Page 50 - Memory and her siren daughters ; but by devout prayer to that Eternal Spirit who can enrich with all utterance and knowledge, and sends out his seraphim with the hallowed fire of his altar to touch and purify the lips of whom He pleases.
Page 148 - Were with his heart, and that was far away ; He recked not of the life he lost, nor prize ; But where his rude hut by the Danube lay, There were his young barbarians all at play, There was their Dacian mother, — he, their sire, Butchered to make a Roman holiday.
Page 142 - What, in ill thoughts again ? Men must endure Their going hence, even as their coming hither : Ripeness is all : Come on.
Page 38 - Had we never loved sae kindly, Had we never loved sae blindly, Never met, or never parted, We had ne'er been broken-hearted.
Page 16 - Led on the eternal Spring. Not that fair field Of Enna, where Proserpine gathering flowers, Herself a fairer flower by gloomy Dis Was gathered, which cost Ceres all that pain To seek her through the world...
Page 40 - We'll tak a cup o' kindness yet, For auld lang syne ! We twa hae run about the braes, And pu'd the gowans fine ; But we've wander'd mony a weary foot, Sin auld lang syne. We twa hae paidl't i' the burn, Frae mornin' sun till dine : But seas between us braid hae roar'd Sin auld lang syne. And here's a hand, my trusty frien', And gie's a hand o' thine ; And we'll tak a right guid willie-waught, For auld lang syne ! And surely ye'll be your pint-stoup, And surely I'll be mine ; And we'll tak a cup o...
Page 29 - I was confirmed in this opinion, that he who would not be frustrate of his hope to write well hereafter in laudable things, ought himself to be a true poem...
Page 354 - Trust thyself: every heart vibrates to that iron string. Accept the place the divine providence has found for you, the society of your contemporaries, the connection of events.
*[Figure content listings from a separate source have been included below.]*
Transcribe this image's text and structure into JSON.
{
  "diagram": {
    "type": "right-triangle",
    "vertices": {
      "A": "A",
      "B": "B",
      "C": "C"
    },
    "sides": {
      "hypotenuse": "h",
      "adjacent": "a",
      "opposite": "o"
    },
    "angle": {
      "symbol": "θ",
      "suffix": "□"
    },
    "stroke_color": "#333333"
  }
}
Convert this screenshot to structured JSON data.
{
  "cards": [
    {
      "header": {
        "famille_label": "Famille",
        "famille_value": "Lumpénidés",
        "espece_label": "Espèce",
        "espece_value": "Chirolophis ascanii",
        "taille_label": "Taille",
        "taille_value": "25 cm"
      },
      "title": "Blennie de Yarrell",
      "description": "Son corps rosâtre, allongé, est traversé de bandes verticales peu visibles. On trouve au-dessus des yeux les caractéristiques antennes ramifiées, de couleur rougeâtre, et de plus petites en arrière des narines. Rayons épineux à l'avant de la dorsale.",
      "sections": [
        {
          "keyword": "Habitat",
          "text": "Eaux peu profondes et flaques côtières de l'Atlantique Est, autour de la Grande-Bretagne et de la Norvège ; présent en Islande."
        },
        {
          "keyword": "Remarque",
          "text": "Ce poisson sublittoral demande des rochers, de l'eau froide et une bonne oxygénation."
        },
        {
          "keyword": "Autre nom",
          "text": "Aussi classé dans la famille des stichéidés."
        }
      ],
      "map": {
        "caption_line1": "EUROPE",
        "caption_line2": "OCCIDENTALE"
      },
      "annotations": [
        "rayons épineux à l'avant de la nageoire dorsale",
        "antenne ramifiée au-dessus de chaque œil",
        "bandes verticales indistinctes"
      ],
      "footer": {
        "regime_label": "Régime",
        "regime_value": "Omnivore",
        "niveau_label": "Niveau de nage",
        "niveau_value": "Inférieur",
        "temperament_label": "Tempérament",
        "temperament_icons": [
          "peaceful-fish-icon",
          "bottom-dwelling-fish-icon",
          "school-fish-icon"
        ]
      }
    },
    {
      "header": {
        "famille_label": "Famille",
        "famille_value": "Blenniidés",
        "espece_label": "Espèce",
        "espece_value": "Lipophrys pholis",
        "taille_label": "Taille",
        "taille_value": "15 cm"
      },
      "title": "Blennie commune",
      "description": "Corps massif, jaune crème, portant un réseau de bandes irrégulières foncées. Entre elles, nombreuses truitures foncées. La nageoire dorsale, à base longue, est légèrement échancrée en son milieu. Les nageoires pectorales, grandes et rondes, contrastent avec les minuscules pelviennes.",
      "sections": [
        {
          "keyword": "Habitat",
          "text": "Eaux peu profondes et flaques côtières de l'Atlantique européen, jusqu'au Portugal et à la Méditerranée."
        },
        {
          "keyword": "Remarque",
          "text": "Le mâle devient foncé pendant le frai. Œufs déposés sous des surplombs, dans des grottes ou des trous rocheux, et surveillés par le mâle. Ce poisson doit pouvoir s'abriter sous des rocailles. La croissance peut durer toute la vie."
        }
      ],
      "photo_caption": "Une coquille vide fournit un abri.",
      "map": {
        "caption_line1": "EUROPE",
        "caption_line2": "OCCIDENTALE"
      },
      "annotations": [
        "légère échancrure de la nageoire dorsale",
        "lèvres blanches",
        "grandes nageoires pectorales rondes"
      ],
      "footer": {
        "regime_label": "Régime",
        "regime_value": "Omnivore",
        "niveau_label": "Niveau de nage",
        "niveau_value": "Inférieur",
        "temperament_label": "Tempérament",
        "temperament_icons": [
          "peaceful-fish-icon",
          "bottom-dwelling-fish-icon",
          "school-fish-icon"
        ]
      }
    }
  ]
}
Page 186 - But let no one suppose that a want of humour and a self-delusion such as Shelley's have no effect upon a man's poetry. The man Shelley, in very truth, is not entirely sane, and Shelley's poetry is not entirely sane either. The Shelley of actual life is a vision of beauty and radiance, indeed, but availing nothing, effecting nothing. And in poetry, no less than in life, he is "a beautiful and ineffectual angel, beating in the void his luminous wings in vain.